Glitsky didn’t push. “If you’ve got one.”
“Well.” She paused. “Okay. When Paul first met her, one of her big things was she volunteered once a week at Glide Memorial, the soup kitchens?”
“Okay.”
“The message, of course, being that she had this big heart and cared about the homeless and all that. But once she and Paul…once they got together, that pretty much stopped.”
“So you think it was a ploy to make her seem somehow more attractive?”
“I don’t know. I hate to say that. Maybe she was sincere and just got busier with Paul, you know. But it struck me wrong. And then, you know, she really did come from nowhere and then suddenly was going to marry him. So quickly, it seemed.”
“So Mr. Hanover never talked to you about her background?”
“Not too much. Evidently she had had a husband who died of cancer about five years ago….”
“Do you know where?”
“No. I’m sorry. I never even asked. But she wanted to start over and she’d always dreamed of living in America.
In San Francisco. So she came here.” She let out a breath. “It really wasn’t mysterious. She had a few connections here with people she’d met overseas and then met Paul, and then…well, you know. If he wasn’t rich, no one would have thought anything about it. But of course, he was.” Though the admission seemed to cost her, she shrugged and said, “They just got along. She made him happy.
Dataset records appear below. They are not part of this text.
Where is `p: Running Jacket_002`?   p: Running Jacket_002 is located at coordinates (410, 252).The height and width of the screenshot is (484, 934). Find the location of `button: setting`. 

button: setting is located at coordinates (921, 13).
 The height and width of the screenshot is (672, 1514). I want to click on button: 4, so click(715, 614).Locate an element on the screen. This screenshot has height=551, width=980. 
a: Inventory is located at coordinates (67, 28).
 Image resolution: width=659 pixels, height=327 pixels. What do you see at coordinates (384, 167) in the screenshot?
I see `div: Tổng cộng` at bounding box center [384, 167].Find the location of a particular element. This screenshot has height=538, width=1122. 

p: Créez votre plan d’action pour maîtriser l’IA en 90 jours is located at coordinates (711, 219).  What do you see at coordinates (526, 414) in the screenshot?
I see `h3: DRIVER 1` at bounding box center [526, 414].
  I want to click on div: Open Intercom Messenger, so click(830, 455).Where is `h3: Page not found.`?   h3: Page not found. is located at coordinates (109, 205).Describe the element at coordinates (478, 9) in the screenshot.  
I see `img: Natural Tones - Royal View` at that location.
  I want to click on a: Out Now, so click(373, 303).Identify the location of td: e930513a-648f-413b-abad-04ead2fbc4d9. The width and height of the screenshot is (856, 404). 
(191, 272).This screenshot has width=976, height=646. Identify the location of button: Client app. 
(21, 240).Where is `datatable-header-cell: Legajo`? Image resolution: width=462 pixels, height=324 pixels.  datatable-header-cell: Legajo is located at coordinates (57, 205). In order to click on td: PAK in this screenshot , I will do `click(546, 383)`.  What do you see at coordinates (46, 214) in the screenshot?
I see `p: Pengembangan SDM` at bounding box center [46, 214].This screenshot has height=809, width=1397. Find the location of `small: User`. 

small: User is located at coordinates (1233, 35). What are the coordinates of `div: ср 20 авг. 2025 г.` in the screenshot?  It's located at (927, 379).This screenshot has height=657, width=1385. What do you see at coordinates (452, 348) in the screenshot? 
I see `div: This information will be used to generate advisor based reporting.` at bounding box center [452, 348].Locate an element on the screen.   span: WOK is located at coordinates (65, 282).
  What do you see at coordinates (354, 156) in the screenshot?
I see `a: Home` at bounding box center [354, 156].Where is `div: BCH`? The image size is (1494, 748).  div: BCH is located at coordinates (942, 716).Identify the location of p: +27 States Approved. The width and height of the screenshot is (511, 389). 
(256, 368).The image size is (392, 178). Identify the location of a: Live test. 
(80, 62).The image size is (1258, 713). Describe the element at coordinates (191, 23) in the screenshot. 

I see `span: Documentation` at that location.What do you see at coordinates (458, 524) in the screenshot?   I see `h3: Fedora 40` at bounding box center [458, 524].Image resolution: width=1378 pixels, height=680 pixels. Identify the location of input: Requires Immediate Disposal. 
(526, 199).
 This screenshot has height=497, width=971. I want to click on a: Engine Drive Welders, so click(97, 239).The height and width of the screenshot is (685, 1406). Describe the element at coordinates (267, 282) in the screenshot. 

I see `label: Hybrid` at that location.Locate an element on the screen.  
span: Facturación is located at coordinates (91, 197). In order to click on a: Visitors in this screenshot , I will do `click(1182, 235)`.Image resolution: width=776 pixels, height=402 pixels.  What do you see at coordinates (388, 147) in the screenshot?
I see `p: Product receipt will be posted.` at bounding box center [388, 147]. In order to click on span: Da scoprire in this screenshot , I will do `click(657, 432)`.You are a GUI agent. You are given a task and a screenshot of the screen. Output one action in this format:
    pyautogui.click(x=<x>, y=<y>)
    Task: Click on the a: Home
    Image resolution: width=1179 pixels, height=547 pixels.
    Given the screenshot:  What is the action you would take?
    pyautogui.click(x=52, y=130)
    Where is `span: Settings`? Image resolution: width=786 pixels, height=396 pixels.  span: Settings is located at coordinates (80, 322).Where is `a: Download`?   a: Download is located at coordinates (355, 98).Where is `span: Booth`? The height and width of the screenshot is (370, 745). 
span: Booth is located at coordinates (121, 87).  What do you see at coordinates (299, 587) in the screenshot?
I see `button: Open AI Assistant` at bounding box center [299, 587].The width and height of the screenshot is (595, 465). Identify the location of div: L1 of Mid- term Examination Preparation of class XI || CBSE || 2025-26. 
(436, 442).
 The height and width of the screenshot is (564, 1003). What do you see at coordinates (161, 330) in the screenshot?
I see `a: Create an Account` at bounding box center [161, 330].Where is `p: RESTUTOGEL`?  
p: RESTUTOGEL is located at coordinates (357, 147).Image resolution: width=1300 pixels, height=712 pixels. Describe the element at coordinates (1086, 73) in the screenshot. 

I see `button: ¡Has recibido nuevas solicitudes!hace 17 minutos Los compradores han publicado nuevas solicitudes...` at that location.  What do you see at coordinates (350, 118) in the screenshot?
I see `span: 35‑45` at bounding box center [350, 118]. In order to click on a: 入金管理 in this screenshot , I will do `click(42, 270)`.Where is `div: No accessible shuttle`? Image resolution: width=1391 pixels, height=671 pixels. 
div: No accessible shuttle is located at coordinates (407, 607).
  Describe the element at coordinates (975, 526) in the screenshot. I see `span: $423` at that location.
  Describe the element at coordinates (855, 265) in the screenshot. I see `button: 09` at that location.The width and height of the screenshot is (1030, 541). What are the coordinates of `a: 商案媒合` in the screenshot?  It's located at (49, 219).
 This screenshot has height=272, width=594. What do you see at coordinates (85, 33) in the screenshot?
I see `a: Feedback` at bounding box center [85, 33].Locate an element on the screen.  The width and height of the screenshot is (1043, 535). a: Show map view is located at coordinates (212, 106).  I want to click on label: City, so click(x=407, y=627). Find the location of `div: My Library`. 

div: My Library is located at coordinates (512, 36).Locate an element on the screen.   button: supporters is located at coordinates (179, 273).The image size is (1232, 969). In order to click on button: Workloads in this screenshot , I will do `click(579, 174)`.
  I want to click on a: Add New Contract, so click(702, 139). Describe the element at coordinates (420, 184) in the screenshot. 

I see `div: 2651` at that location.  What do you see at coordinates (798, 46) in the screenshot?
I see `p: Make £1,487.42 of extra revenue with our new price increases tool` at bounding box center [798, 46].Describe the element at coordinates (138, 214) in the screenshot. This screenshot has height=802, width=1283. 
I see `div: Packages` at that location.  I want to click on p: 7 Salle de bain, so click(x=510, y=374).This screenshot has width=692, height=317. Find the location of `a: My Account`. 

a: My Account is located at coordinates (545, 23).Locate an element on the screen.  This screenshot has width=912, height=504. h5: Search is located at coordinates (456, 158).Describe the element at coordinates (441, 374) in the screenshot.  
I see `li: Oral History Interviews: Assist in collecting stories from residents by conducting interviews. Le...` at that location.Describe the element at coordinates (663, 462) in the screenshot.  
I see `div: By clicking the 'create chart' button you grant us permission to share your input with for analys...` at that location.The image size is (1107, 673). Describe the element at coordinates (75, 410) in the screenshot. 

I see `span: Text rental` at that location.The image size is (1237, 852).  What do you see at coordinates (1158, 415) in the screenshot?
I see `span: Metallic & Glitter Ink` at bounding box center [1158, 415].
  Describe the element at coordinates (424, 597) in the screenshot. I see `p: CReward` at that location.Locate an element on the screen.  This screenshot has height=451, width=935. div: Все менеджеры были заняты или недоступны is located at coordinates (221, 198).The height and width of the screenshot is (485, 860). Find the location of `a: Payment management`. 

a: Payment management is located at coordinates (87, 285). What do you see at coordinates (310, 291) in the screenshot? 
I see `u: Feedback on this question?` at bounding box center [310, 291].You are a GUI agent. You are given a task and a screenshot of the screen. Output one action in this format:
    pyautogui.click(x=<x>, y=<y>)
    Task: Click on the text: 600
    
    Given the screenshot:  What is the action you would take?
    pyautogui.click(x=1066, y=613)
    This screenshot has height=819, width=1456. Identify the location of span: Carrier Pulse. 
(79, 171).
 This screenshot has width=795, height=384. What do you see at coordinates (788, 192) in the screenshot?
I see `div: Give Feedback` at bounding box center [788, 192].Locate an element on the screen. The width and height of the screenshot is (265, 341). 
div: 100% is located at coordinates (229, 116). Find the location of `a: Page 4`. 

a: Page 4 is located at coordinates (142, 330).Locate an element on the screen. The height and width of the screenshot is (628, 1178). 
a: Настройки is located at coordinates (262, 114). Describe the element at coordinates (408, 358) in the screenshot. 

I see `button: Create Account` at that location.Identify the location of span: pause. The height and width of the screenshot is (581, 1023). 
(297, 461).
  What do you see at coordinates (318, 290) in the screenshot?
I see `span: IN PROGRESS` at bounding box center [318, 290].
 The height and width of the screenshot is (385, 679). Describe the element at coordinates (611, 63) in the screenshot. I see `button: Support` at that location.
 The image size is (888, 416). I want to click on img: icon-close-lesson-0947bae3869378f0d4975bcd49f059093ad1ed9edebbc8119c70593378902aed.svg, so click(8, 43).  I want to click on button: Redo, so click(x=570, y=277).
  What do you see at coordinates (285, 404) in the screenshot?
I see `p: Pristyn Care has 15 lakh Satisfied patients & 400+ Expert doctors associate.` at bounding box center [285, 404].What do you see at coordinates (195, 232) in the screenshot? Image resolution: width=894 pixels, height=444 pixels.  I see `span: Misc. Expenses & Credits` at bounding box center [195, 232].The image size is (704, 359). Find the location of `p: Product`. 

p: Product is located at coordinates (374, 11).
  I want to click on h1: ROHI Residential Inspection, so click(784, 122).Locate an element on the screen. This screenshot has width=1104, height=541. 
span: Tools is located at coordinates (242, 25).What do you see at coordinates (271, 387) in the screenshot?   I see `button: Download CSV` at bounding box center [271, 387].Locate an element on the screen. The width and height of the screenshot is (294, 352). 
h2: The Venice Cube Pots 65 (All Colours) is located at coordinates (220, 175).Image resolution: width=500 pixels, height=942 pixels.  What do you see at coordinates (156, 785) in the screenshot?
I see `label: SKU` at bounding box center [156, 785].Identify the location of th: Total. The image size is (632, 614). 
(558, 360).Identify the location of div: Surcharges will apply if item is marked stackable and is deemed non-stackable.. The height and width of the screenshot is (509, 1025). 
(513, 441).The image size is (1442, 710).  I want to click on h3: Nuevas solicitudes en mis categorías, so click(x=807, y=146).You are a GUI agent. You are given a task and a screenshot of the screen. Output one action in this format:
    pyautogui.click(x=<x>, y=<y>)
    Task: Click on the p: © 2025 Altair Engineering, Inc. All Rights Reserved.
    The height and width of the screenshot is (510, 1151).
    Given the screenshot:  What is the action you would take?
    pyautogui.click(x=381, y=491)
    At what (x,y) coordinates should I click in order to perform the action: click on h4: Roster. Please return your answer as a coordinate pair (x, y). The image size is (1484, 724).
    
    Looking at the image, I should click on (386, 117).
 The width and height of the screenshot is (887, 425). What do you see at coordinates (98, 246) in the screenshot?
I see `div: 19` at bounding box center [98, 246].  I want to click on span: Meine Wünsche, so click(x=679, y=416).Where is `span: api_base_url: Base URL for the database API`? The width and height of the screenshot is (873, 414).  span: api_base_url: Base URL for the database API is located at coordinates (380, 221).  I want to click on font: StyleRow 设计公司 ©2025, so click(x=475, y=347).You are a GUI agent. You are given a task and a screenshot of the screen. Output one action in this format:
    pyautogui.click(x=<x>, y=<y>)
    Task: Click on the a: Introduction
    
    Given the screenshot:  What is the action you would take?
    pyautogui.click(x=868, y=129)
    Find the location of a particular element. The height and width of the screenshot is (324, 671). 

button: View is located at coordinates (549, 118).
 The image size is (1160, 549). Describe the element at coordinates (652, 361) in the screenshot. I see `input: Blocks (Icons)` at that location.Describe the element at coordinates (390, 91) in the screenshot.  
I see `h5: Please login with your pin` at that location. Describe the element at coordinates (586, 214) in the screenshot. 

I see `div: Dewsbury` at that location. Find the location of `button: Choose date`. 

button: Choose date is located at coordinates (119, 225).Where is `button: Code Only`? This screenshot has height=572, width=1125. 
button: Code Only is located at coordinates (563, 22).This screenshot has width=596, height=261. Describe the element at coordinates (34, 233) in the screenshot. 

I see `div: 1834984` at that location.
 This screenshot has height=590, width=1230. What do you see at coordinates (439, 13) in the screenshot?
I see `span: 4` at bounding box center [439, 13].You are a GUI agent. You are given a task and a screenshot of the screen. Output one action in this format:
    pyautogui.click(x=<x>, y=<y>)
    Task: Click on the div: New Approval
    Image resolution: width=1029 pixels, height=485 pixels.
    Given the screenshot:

He seemed to make her happy.”
“So they weren’t fighting?”
“Why do you ask that?”
“The rumor is there was some tension between them. The expense of the remodel, maybe? I heard she’d spent something like a million dollars.”
Cho allowed a small, sad smile. “That’s about what he told me. But he thought it was funny.”
“Funny?”
“Amusing. I mean, after all, he was going to be living there. He had the money, and if she spent it to make a nicer house for him, what was he going to complain about?” Cho stared for a second into the space in front of her. “If there was any tension at all, it was about the appointment.”